I frowned, shifting to put a fist on my hip and stroking my beard with my other hand. There was every sign, from Aelfie’s nervousness to his desperation to search for help in a convenience store, that this strange Elf was in actual real trouble. I wanted to know more, more about what I apparently was, but did I have to stick my neck out for him? I knew there was more out there; I could try to find it by myself and not risk my life.
Sure, I could have done that but there were a few reasons why I didn’t. First, Aelfie exuded charm and sexual magnetism, so much that I couldn’t exactly ignore him. Secondly and more importantly, there was a principle I had picked up from my sideshow past. We freaks had to stick together. Regardless of what might actually be, he was some weird alien elf and I was some strange bearded dwarf lady. If we weren’t freaks, I didn’t know what was.
&
nbsp; I looked back up at his expectant smile and thrust my hand up at him. “All right, Aelfie. You’ve got yourself a deal.”
Relief lit up in his almond-shaped eyes as he grabbed my hand with both of his. “Oh, dear Mary, you won’t regret this!”
As if someone had been listening to those very words, the entire front display of the Easy-E-Mart exploded inward, sending glass shrapnel throughout the store. The bread display was turned into shredded wheat, the drink cooler bled cola out of a hundred holes, and the entire front half of the place was generally trashed.
I was regretting agreeing already.
2
BUT THAT REGRET didn’t linger. I sure didn’t want to see what had just blown out the front side of the store with my hand already plunged deep into this mess. Cinching my grip on Aelfie’s hand, I turned towards the counter and began to run as best as my stubby legs could go.
Aelfie was on the ball himself as he had suspected trouble the whole time, but he had a different idea of where to go than me. Trying to pull me to one side as he moved toward the door to the stockroom, he shouted in that strange language, “Out the back! We have to run now.”
The Elf might’ve had almost three feet on me but I guessed I was as heavy as he was and stronger by a country mile. He made a strangled sound as he was helplessly pulled along with me. “And that’s the stupid way to go! You asked for my help; trust me and take it!”

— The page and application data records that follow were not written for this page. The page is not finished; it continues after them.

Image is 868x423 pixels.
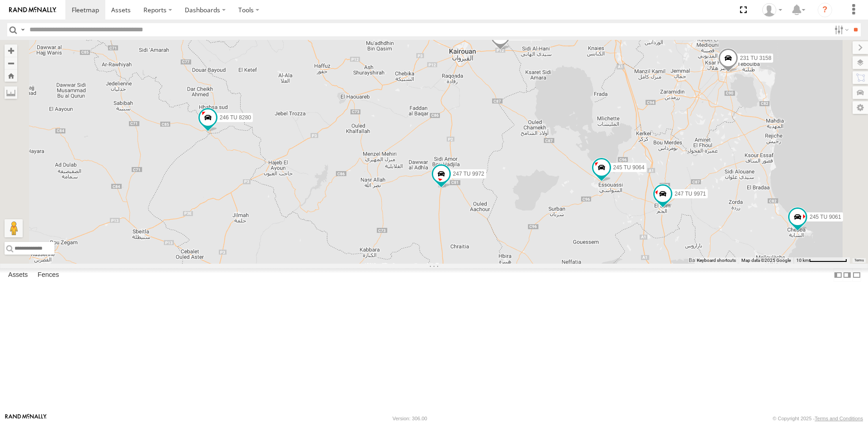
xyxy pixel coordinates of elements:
[742,258,791,263] span: Map data ©2025 Google
[818,2,833,17] i: ?
[5,70,17,82] button: Zoom Home
[852,268,861,281] label: Hide Summary Table
[834,268,843,281] label: Dock Summary Table to the Left
[852,102,868,114] label: Map Settings
[855,259,864,262] a: Terms
[810,214,841,221] span: 245 TU 9061
[773,416,863,421] div: © Copyright 2025 -
[815,416,863,421] a: Terms and Conditions
[797,258,809,263] span: 10 km
[697,257,736,264] button: Keyboard shortcuts
[220,114,251,121] span: 246 TU 8280
[759,3,785,16] div: Nejah Benkhalifa
[33,269,64,281] label: Fences
[5,414,47,423] a: Visit our Website
[843,268,852,281] label: Dock Summary Table to the Right
[393,416,427,421] div: Version: 306.00
[453,171,484,177] span: 247 TU 9972
[675,191,706,197] span: 247 TU 9971
[5,44,17,57] button: Zoom in
[19,23,26,36] label: Search Query
[5,220,23,238] button: Drag Pegman onto the map to open Street View
[5,57,17,70] button: Zoom out
[831,23,851,36] label: Search Filter Options
[5,86,17,99] label: Measure
[793,257,850,264] button: Map Scale: 10 km per 80 pixels
[3,269,32,281] label: Assets
[9,7,57,13] img: rand-logo.svg
[740,55,771,61] span: 231 TU 3158
[613,164,645,171] span: 245 TU 9064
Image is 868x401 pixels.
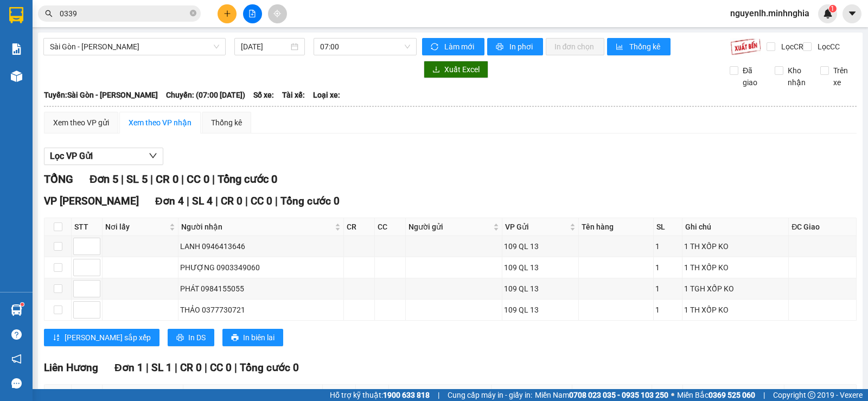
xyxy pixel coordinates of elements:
span: Chuyến: (07:00 [DATE]) [166,89,245,101]
span: download [432,66,440,74]
span: | [181,172,183,186]
span: Đơn 1 [115,361,143,374]
span: Lọc CR [777,40,805,52]
span: In biên lai [243,331,274,343]
span: Người gửi [408,221,491,233]
td: 109 QL 13 [503,279,578,300]
span: Tài xế: [282,89,305,101]
span: | [437,389,440,401]
div: 109 QL 13 [504,304,576,316]
span: | [275,195,278,208]
strong: 0369 525 060 [708,391,755,400]
span: plus [223,10,231,17]
span: copyright [807,391,815,399]
span: CR 0 [221,195,243,208]
strong: 0708 023 035 - 0935 103 250 [569,391,668,400]
span: sync [431,43,440,52]
span: Miền Nam [535,389,668,401]
span: Hỗ trợ kỹ thuật: [330,389,430,401]
span: Nơi lấy [105,221,167,233]
b: Tuyến: Sài Gòn - [PERSON_NAME] [44,91,158,100]
div: 1 [655,283,680,295]
span: Người gửi [392,388,480,400]
div: 109 QL 13 [504,262,576,274]
span: file-add [249,10,256,17]
span: Sài Gòn - Phan Rí [50,38,219,55]
span: TỔNG [44,172,73,186]
span: CC 0 [186,172,210,186]
span: message [11,379,22,389]
th: CC [374,218,406,236]
img: warehouse-icon [10,304,22,316]
span: caret-down [847,9,857,19]
td: 109 QL 13 [503,236,578,257]
span: | [121,172,124,186]
span: Đã giao [738,64,766,88]
span: CC 0 [251,195,273,208]
span: In DS [188,331,205,343]
span: Lọc VP Gửi [50,149,93,163]
div: 109 QL 13 [504,283,576,295]
img: solution-icon [10,43,22,55]
th: Ghi chú [682,218,789,236]
span: SL 5 [127,172,148,186]
button: printerIn biên lai [222,329,283,346]
span: Liên Hương [44,361,98,374]
div: LANH 0946413646 [180,241,342,253]
div: 1 TH XỐP KO [684,262,786,274]
th: SL [654,218,682,236]
span: Trên xe [829,64,857,88]
div: 109 QL 13 [504,241,576,253]
span: Tổng cước 0 [280,195,339,208]
span: printer [496,43,505,52]
div: Thống kê [211,117,242,129]
span: In phơi [509,40,534,52]
th: Tên hàng [579,218,654,236]
div: 1 [655,241,680,253]
span: Loại xe: [313,89,340,101]
span: [PERSON_NAME] sắp xếp [64,331,151,343]
button: In đơn chọn [546,38,604,55]
span: Đơn 5 [89,172,118,186]
span: Miền Bắc [677,389,755,401]
input: 13/09/2025 [241,40,289,52]
td: 109 QL 13 [503,300,578,321]
button: downloadXuất Excel [424,61,488,78]
span: | [215,195,218,208]
span: | [212,172,215,186]
th: ĐC Giao [789,218,856,236]
span: Nơi lấy [105,388,172,400]
span: SL 4 [192,195,213,208]
div: 1 [655,304,680,316]
div: Xem theo VP nhận [129,117,192,129]
span: | [763,389,765,401]
td: 109 QL 13 [503,257,578,279]
span: down [148,151,157,160]
div: Xem theo VP gửi [53,117,109,129]
span: VP [PERSON_NAME] [44,195,139,208]
span: 1 [831,5,834,13]
span: Lọc CC [813,40,841,52]
button: sort-ascending[PERSON_NAME] sắp xếp [44,329,160,346]
button: printerIn DS [168,329,214,346]
span: Cung cấp máy in - giấy in: [447,389,532,401]
div: PHÁT 0984155055 [180,283,342,295]
span: Số xe: [253,89,274,101]
span: Thống kê [629,40,661,52]
span: 07:00 [320,38,410,55]
div: THẢO 0377730721 [180,304,342,316]
span: CC 0 [210,361,231,374]
button: aim [268,4,287,23]
span: CR 0 [156,172,178,186]
span: | [204,361,207,374]
button: bar-chartThống kê [607,38,670,55]
sup: 1 [829,5,837,13]
div: PHƯỢNG 0903349060 [180,262,342,274]
span: printer [231,334,239,343]
span: | [146,361,148,374]
div: 1 TH XỐP KO [684,241,786,253]
span: aim [273,10,281,17]
button: file-add [243,4,262,23]
th: CR [344,218,374,236]
span: ⚪️ [671,393,674,397]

I wasn’t exactly giving him a choice on the matter but he made one all the same as he stopped fighting me. As we passed in-between the wrecked aisles, I saw two figures entering through the shattered windows out of the corner of my eye. Silhouetted against the headlights of a car, it was hard to make out details but they looked human enough. One of them was tall and built like a beach ball; the other was short (but not nearly as short as me) and wiry.